The National Patient Safety Committee

Background
Purpose
Scope
Core members
Terms of reference

Background

The National Patient Safety Committee was established in 2021, bringing key national healthcare organisations together to address complex patient safety issues that require cross-organisation effort and input to make care safer within the NHS.

Purpose

The committee plays a strategic role in considering the existing landscape of national patient safety planning, response and improvement and consistently share insight and thinking about how, as a national healthcare system, we can improve the effectiveness of these patient safety functions.

For issues where there is no existing system or approach, or inconsistent systems, the committee makes strategic decisions on how they should be operationally managed.

This may include:

  • where identified national patient safety risks or issues do not appear to fit within the existing remit of an arm’s length body (ALB), or other national body
  • where there may be a need to have a coordinated approach across multiple ALBs due to the complex nature of the national patient safety issue.

The committee is responsible for developing a strategic approach for critical system-wide patient safety issues rather than the delivery of workstreams.  It commissions work from member bodies/teams, enabling issues to be addressed in a timely manner. The committee provides oversight of this work to ensure a joined-up and consistent response and to ensure there are no gaps in national patient safety systems.

Scope

The committee’s main focus is on the most significant patient safety challenges in terms of scale of harm and where issues benefit most from national organisations working together with a coordinated approach. Alongside this it may have workstreams related to specific safety processes needing an aligned approach. It currently has three such workstreams:

  • overseeing a pilot of oversight of delivery of the Healthcare Safety Investigation Branch recommendations
  • a nationally agreed operational process to improve cross-national organisation working for urgent special patient safety circumstances and to review its operation
  • overseeing the accreditation of organisations issuing national patient safety alerts and ensuring alerts meet the required common standards for effectiveness (this function has been taken over from the now disbanded National Patient Safety Alerting Committee).

Core members

  • Academy of Medical Royal Colleges
  • Allied Health Professionals
  • Care Quality Commission
  • Chief Medical Office
  • Chief Pharmaceutical Officer
  • Department of Health and Social Care
  • Emergency Preparedness, Resilience and Response
  • Health Education England
  • Medicines and Healthcare products Regulatory Agency
  • National Institute for Health and Care Excellence
  • NHS England and NHS Improvement: Patient Safety
  • NHS England and NHS Improvement: Estates and Facilities
  • NHS England and NHS Improvement: Nursing
  • NHS Digital
  • NHSX
  • UK Health Security Agency

We also call upon the expertise of other organisations as and when required.

Terms of reference

National Patient Safety Committee terms of reference.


WHAT IS EXPECTED
Pick each line that has "structured" out of the records.

INFORMATION
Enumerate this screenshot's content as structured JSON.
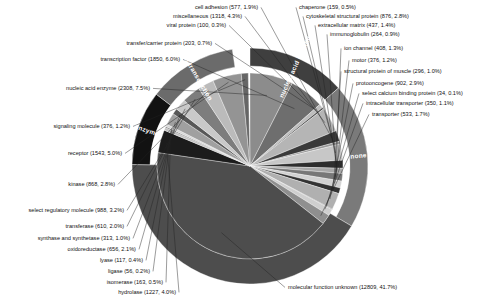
{
  "chart_data": {
    "type": "pie",
    "title": "",
    "subtitle": "",
    "xlabel": "",
    "ylabel": "",
    "legend_position": "none",
    "grid": false,
    "center": {
      "x": 250,
      "y": 166
    },
    "inner_radius": 93,
    "ring_inner_radius": 100,
    "ring_outer_radius": 118,
    "start_angle_deg": -90,
    "direction": "clockwise",
    "total_count": 30719,
    "categories": [
      "molecular function unknown",
      "nucleic acid enzyme",
      "transcription factor",
      "transfer/carrier protein",
      "viral protein",
      "miscellaneous",
      "cell adhesion",
      "chaperone",
      "cytoskeletal structural protein",
      "extracellular matrix",
      "immunoglobulin",
      "ion channel",
      "motor",
      "structural protein of muscle",
      "protooncogene",
      "select calcium binding protein",
      "intracellular transporter",
      "transporter",
      "signaling molecule",
      "receptor",
      "kinase",
      "select regulatory molecule",
      "transferase",
      "synthase and synthetase",
      "oxidoreductase",
      "lyase",
      "ligase",
      "isomerase",
      "hydrolase"
    ],
    "values": [
      12809,
      2308,
      1850,
      203,
      100,
      1318,
      577,
      159,
      876,
      437,
      264,
      408,
      376,
      296,
      902,
      34,
      350,
      533,
      376,
      1543,
      868,
      988,
      610,
      313,
      656,
      117,
      56,
      163,
      1227
    ],
    "percents": [
      41.7,
      7.5,
      6.0,
      0.7,
      0.3,
      4.3,
      1.9,
      0.5,
      2.8,
      1.4,
      0.9,
      1.3,
      1.2,
      1.0,
      2.9,
      0.1,
      1.1,
      1.7,
      1.2,
      5.0,
      2.8,
      3.2,
      2.0,
      1.0,
      2.1,
      0.4,
      0.2,
      0.5,
      4.0
    ],
    "slices": [
      {
        "label": "nucleic acid enzyme",
        "count": 2308,
        "percent": 7.5,
        "text": "nucleic acid enzyme (2308, 7.5%)",
        "color": "#8c8c8c",
        "group": "nucleic acid binding"
      },
      {
        "label": "transcription factor",
        "count": 1850,
        "percent": 6.0,
        "text": "transcription factor (1850, 6.0%)",
        "color": "#6e6e6e",
        "group": "nucleic acid binding"
      },
      {
        "label": "transfer/carrier protein",
        "count": 203,
        "percent": 0.7,
        "text": "transfer/carrier protein (203, 0.7%)",
        "color": "#bdbdbd",
        "group": "none"
      },
      {
        "label": "viral protein",
        "count": 100,
        "percent": 0.3,
        "text": "viral protein (100, 0.3%)",
        "color": "#4a4a4a",
        "group": "none"
      },
      {
        "label": "miscellaneous",
        "count": 1318,
        "percent": 4.3,
        "text": "miscellaneous (1318, 4.3%)",
        "color": "#b5b5b5",
        "group": "none"
      },
      {
        "label": "cell adhesion",
        "count": 577,
        "percent": 1.9,
        "text": "cell adhesion (577, 1.9%)",
        "color": "#3a3a3a",
        "group": "none"
      },
      {
        "label": "chaperone",
        "count": 159,
        "percent": 0.5,
        "text": "chaperone (159, 0.5%)",
        "color": "#9a9a9a",
        "group": "none"
      },
      {
        "label": "cytoskeletal structural protein",
        "count": 876,
        "percent": 2.8,
        "text": "cytoskeletal structural protein (876, 2.8%)",
        "color": "#c7c7c7",
        "group": "none"
      },
      {
        "label": "extracellular matrix",
        "count": 437,
        "percent": 1.4,
        "text": "extracellular matrix (437, 1.4%)",
        "color": "#2e2e2e",
        "group": "none"
      },
      {
        "label": "immunoglobulin",
        "count": 264,
        "percent": 0.9,
        "text": "immunoglobulin (264, 0.9%)",
        "color": "#a8a8a8",
        "group": "none"
      },
      {
        "label": "ion channel",
        "count": 408,
        "percent": 1.3,
        "text": "ion channel (408, 1.3%)",
        "color": "#777777",
        "group": "none"
      },
      {
        "label": "motor",
        "count": 376,
        "percent": 1.2,
        "text": "motor (376, 1.2%)",
        "color": "#d2d2d2",
        "group": "none"
      },
      {
        "label": "structural protein of muscle",
        "count": 296,
        "percent": 1.0,
        "text": "structural protein of muscle (296, 1.0%)",
        "color": "#333333",
        "group": "none"
      },
      {
        "label": "protooncogene",
        "count": 902,
        "percent": 2.9,
        "text": "protooncogene (902, 2.9%)",
        "color": "#b0b0b0",
        "group": "none"
      },
      {
        "label": "select calcium binding protein",
        "count": 34,
        "percent": 0.1,
        "text": "select calcium binding protein (34, 0.1%)",
        "color": "#5c5c5c",
        "group": "none"
      },
      {
        "label": "intracellular transporter",
        "count": 350,
        "percent": 1.1,
        "text": "intracellular transporter (350, 1.1%)",
        "color": "#cfcfcf",
        "group": "none"
      },
      {
        "label": "transporter",
        "count": 533,
        "percent": 1.7,
        "text": "transporter (533, 1.7%)",
        "color": "#8f8f8f",
        "group": "none"
      },
      {
        "label": "molecular function unknown",
        "count": 12809,
        "percent": 41.7,
        "text": "molecular function unknown (12809, 41.7%)",
        "color": "#4d4d4d",
        "group": "none"
      },
      {
        "label": "hydrolase",
        "count": 1227,
        "percent": 4.0,
        "text": "hydrolase (1227, 4.0%)",
        "color": "#1c1c1c",
        "group": "enzyme"
      },
      {
        "label": "isomerase",
        "count": 163,
        "percent": 0.5,
        "text": "isomerase (163, 0.5%)",
        "color": "#c2c2c2",
        "group": "enzyme"
      },
      {
        "label": "ligase",
        "count": 56,
        "percent": 0.2,
        "text": "ligase (56, 0.2%)",
        "color": "#6a6a6a",
        "group": "enzyme"
      },
      {
        "label": "lyase",
        "count": 117,
        "percent": 0.4,
        "text": "lyase (117, 0.4%)",
        "color": "#d6d6d6",
        "group": "enzyme"
      },
      {
        "label": "oxidoreductase",
        "count": 656,
        "percent": 2.1,
        "text": "oxidoreductase (656, 2.1%)",
        "color": "#a0a0a0",
        "group": "enzyme"
      },
      {
        "label": "synthase and synthetase",
        "count": 313,
        "percent": 1.0,
        "text": "synthase and synthetase (313, 1.0%)",
        "color": "#585858",
        "group": "enzyme"
      },
      {
        "label": "transferase",
        "count": 610,
        "percent": 2.0,
        "text": "transferase (610, 2.0%)",
        "color": "#c9c9c9",
        "group": "enzyme"
      },
      {
        "label": "select regulatory molecule",
        "count": 988,
        "percent": 3.2,
        "text": "select regulatory molecule (988, 3.2%)",
        "color": "#7d7d7d",
        "group": "signal transduction"
      },
      {
        "label": "kinase",
        "count": 868,
        "percent": 2.8,
        "text": "kinase (868, 2.8%)",
        "color": "#bbbbbb",
        "group": "signal transduction"
      },
      {
        "label": "receptor",
        "count": 1543,
        "percent": 5.0,
        "text": "receptor (1543, 5.0%)",
        "color": "#949494",
        "group": "signal transduction"
      },
      {
        "label": "signaling molecule",
        "count": 376,
        "percent": 1.2,
        "text": "signaling molecule (376, 1.2%)",
        "color": "#666666",
        "group": "signal transduction"
      }
    ],
    "ring_groups": [
      {
        "label": "nucleic acid binding",
        "percent": 13.5,
        "color": "#3f3f3f",
        "show_label": true
      },
      {
        "label": "none",
        "percent": 20.0,
        "color": "#7a7a7a",
        "show_label": true
      },
      {
        "label": "",
        "percent": 41.7,
        "color": "#4d4d4d",
        "show_label": false
      },
      {
        "label": "enzyme",
        "percent": 10.2,
        "color": "#121212",
        "show_label": true
      },
      {
        "label": "signal transduction",
        "percent": 12.2,
        "color": "#6b6b6b",
        "show_label": true
      }
    ],
    "labels_left": [
      "transcription factor (1850, 6.0%)",
      "nucleic acid enzyme (2308, 7.5%)",
      "signaling molecule (376, 1.2%)",
      "receptor (1543, 5.0%)",
      "kinase (868, 2.8%)",
      "select regulatory molecule (988, 3.2%)",
      "transferase (610, 2.0%)",
      "synthase and synthetase (313, 1.0%)",
      "oxidoreductase (656, 2.1%)",
      "lyase (117, 0.4%)",
      "ligase (56, 0.2%)",
      "isomerase (163, 0.5%)",
      "hydrolase (1227, 4.0%)"
    ],
    "labels_top": [
      "cell adhesion (577, 1.9%)",
      "miscellaneous (1318, 4.3%)",
      "viral protein (100, 0.3%)",
      "transfer/carrier protein (203, 0.7%)"
    ],
    "labels_right": [
      "chaperone (159, 0.5%)",
      "cytoskeletal structural protein (876, 2.8%)",
      "extracellular matrix (437, 1.4%)",
      "immunoglobulin (264, 0.9%)",
      "ion channel (408, 1.3%)",
      "motor (376, 1.2%)",
      "structural protein of muscle (296, 1.0%)",
      "protooncogene (902, 2.9%)",
      "select calcium binding protein (34, 0.1%)",
      "intracellular transporter (350, 1.1%)",
      "transporter (533, 1.7%)"
    ],
    "labels_bottom": [
      "molecular function unknown (12809, 41.7%)"
    ]
  },
  "annotations": {
    "callout_lines": true
  }
}
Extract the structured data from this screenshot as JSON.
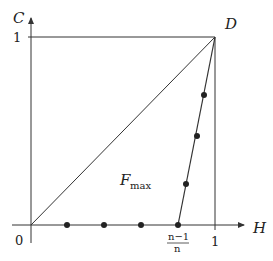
{
  "diagram": {
    "axes": {
      "y_label": "C",
      "x_label": "H",
      "origin_label": "0",
      "y_tick_label": "1",
      "x_tick_label": "1",
      "x_fraction_numerator": "n−1",
      "x_fraction_denominator": "n"
    },
    "point_labels": {
      "corner": "D"
    },
    "region_label": {
      "main": "F",
      "subscript": "max"
    },
    "colors": {
      "line": "#333333",
      "dot": "#222222",
      "background": "#ffffff"
    }
  }
}
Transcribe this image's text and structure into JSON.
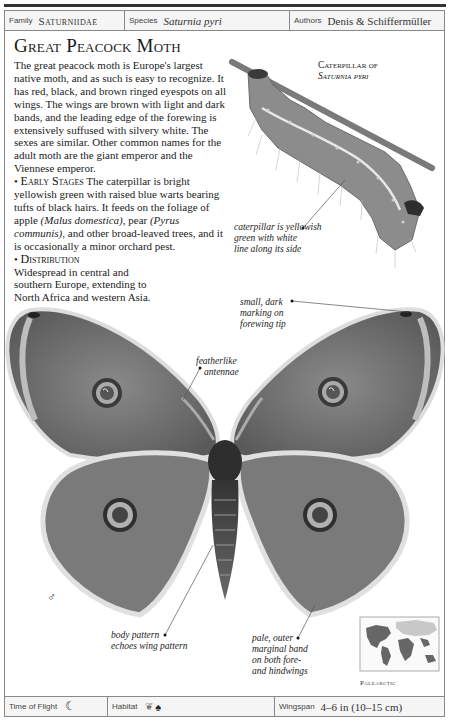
{
  "header": {
    "family_label": "Family",
    "family_value": "Saturniidae",
    "species_label": "Species",
    "species_value": "Saturnia pyri",
    "authors_label": "Authors",
    "authors_value": "Denis & Schiffermüller"
  },
  "title": "Great Peacock Moth",
  "description": {
    "intro": "The great peacock moth is Europe's largest native moth, and as such is easy to recognize. It has red, black, and brown ringed eyespots on all wings. The wings are brown with light and dark bands, and the leading edge of the forewing is extensively suffused with silvery white. The sexes are similar. Other common names for the adult moth are the giant emperor and the Viennese emperor.",
    "early_stages_heading": "Early Stages",
    "early_stages_text_1": "The caterpillar is bright yellowish green with raised blue warts bearing tufts of black hairs. It feeds on the foliage of apple",
    "early_stages_latin_1": "(Malus domestica)",
    "early_stages_text_2": ", pear",
    "early_stages_latin_2": "(Pyrus communis)",
    "early_stages_text_3": ", and other broad-leaved trees, and it is occasionally a minor orchard pest.",
    "distribution_heading": "Distribution",
    "distribution_text": "Widespread in central and southern Europe, extending to North Africa and western Asia."
  },
  "caterpillar": {
    "title_line1": "Caterpillar of",
    "title_line2": "Saturnia pyri",
    "caption_line1": "caterpillar is yellowish",
    "caption_line2": "green with white",
    "caption_line3": "line along its side"
  },
  "annotations": {
    "forewing_tip": [
      "small, dark",
      "marking on",
      "forewing tip"
    ],
    "antennae": [
      "featherlike",
      "antennae"
    ],
    "body_pattern": [
      "body pattern",
      "echoes wing pattern"
    ],
    "marginal_band": [
      "pale, outer",
      "marginal band",
      "on both fore-",
      "and hindwings"
    ]
  },
  "sex_symbol": "♂",
  "map": {
    "region_label": "Palearctic"
  },
  "footer": {
    "time_of_flight_label": "Time of Flight",
    "time_of_flight_icon": "moon-icon",
    "habitat_label": "Habitat",
    "habitat_icons": [
      "grass-icon",
      "tree-icon"
    ],
    "wingspan_label": "Wingspan",
    "wingspan_value": "4–6 in (10–15 cm)"
  },
  "colors": {
    "frame": "#888888",
    "header_bg": "#f5f5f5",
    "text": "#222222"
  }
}
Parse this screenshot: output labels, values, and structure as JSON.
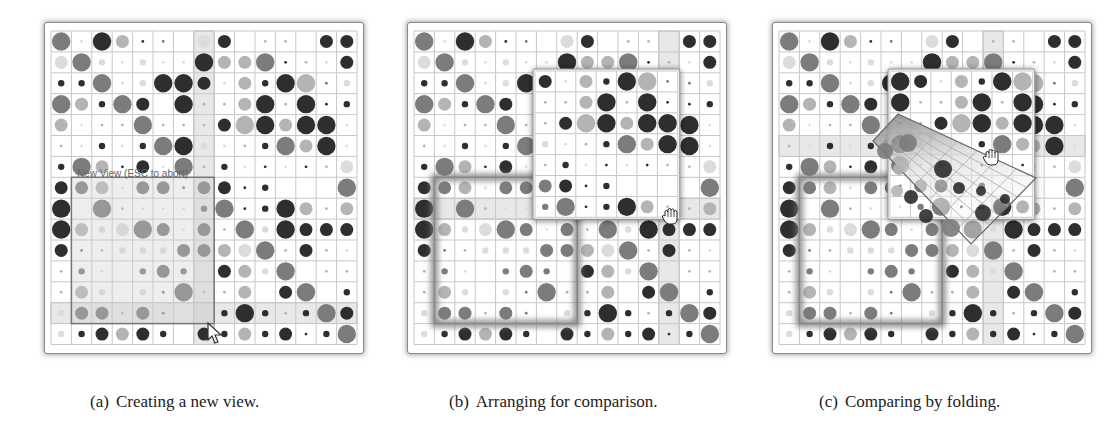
{
  "figure": {
    "panels": [
      {
        "id": "a",
        "label": "(a)",
        "caption": "Creating a new view.",
        "new_view_label": "New View (ESC to abort)"
      },
      {
        "id": "b",
        "label": "(b)",
        "caption": "Arranging for comparison."
      },
      {
        "id": "c",
        "label": "(c)",
        "caption": "Comparing by folding."
      }
    ],
    "matrix": {
      "rows": 15,
      "cols": 15,
      "size_scale": [
        "none",
        "tiny",
        "small",
        "medium",
        "large"
      ],
      "shade_colors": {
        "d": "#2e2e2e",
        "m": "#7c7c7c",
        "l": "#b4b4b4",
        "v": "#dcdcdc"
      },
      "cells": [
        [
          "4m",
          "1v",
          "4d",
          "3l",
          "1d",
          "1m",
          "0",
          "3v",
          "3d",
          "0",
          "1l",
          "1l",
          "0",
          "3d",
          "3d"
        ],
        [
          "3v",
          "4m",
          "2v",
          "1v",
          "2v",
          "1v",
          "1v",
          "4d",
          "3l",
          "3l",
          "4m",
          "1d",
          "1l",
          "1v",
          "3d"
        ],
        [
          "2d",
          "2d",
          "4m",
          "1v",
          "2v",
          "4d",
          "4d",
          "3d",
          "1v",
          "3l",
          "2d",
          "4d",
          "4l",
          "1m",
          "2v"
        ],
        [
          "4m",
          "3l",
          "2d",
          "4m",
          "3d",
          "0",
          "4d",
          "1l",
          "1l",
          "3l",
          "4d",
          "1l",
          "4d",
          "1d",
          "2d"
        ],
        [
          "3l",
          "1v",
          "1l",
          "1l",
          "4m",
          "1l",
          "1l",
          "1l",
          "3d",
          "4l",
          "4d",
          "3l",
          "4d",
          "4d",
          "1v"
        ],
        [
          "1l",
          "1v",
          "2d",
          "1v",
          "2d",
          "4m",
          "4d",
          "2v",
          "1v",
          "1l",
          "2d",
          "4m",
          "3l",
          "4d",
          "1v"
        ],
        [
          "2d",
          "4m",
          "3l",
          "1d",
          "3d",
          "1v",
          "4m",
          "1l",
          "2d",
          "1v",
          "1d",
          "1v",
          "1d",
          "1l",
          "3v"
        ],
        [
          "3d",
          "3m",
          "3l",
          "1v",
          "3m",
          "3m",
          "1m",
          "3m",
          "3d",
          "1d",
          "2d",
          "0",
          "0",
          "0",
          "4m"
        ],
        [
          "4d",
          "0",
          "4m",
          "1l",
          "1v",
          "1v",
          "1v",
          "2m",
          "4m",
          "1d",
          "2d",
          "4d",
          "3l",
          "1l",
          "3l"
        ],
        [
          "4d",
          "3l",
          "2v",
          "3v",
          "4m",
          "3m",
          "1v",
          "3m",
          "1l",
          "4m",
          "2v",
          "4d",
          "3d",
          "3d",
          "3d"
        ],
        [
          "3d",
          "1m",
          "1l",
          "2v",
          "2v",
          "2v",
          "3m",
          "3m",
          "3l",
          "3v",
          "4m",
          "1l",
          "3d",
          "1l",
          "1v"
        ],
        [
          "1l",
          "2m",
          "1v",
          "0",
          "2m",
          "3m",
          "2m",
          "0",
          "3d",
          "3l",
          "2v",
          "4m",
          "0",
          "1l",
          "1l"
        ],
        [
          "1l",
          "3l",
          "2v",
          "0",
          "2v",
          "1m",
          "4m",
          "1l",
          "1l",
          "3l",
          "0",
          "3d",
          "4m",
          "0",
          "2d"
        ],
        [
          "2v",
          "3m",
          "3m",
          "1l",
          "3m",
          "1m",
          "0",
          "2v",
          "2d",
          "4d",
          "2d",
          "1l",
          "2d",
          "4m",
          "3d"
        ],
        [
          "2v",
          "2d",
          "3d",
          "3l",
          "3d",
          "2d",
          "0",
          "3d",
          "2d",
          "3l",
          "2d",
          "3d",
          "1d",
          "2d",
          "4m"
        ]
      ]
    },
    "panel_a": {
      "highlight_col": 7,
      "highlight_row": 13,
      "selection": {
        "col": 1,
        "row": 7,
        "cols": 7,
        "rows": 7
      }
    },
    "panel_b": {
      "highlight_col": 12,
      "highlight_row": 8,
      "anchored_view": {
        "col": 1,
        "row": 7,
        "cols": 7,
        "rows": 7
      },
      "floating_view": {
        "src_col": 7,
        "src_row": 2,
        "cols": 7,
        "rows": 7,
        "x": 125,
        "y": 46
      }
    },
    "panel_c": {
      "highlight_col": 10,
      "highlight_row": 5,
      "anchored_view": {
        "col": 1,
        "row": 7,
        "cols": 7,
        "rows": 7
      },
      "floating_view": {
        "src_col": 6,
        "src_row": 2,
        "cols": 7,
        "rows": 7,
        "x": 115,
        "y": 46
      },
      "fold_polygon": [
        [
          100,
          118
        ],
        [
          125,
          91
        ],
        [
          263,
          155
        ],
        [
          198,
          221
        ]
      ]
    },
    "icons": {
      "pointer": "arrow-cursor-icon",
      "drag": "hand-grab-icon"
    }
  }
}
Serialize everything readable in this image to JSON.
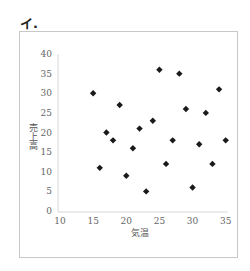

EXERCISE RESULT
Enumerate this screenshot's content as structured JSON.
Extract the structured data from this screenshot as JSON.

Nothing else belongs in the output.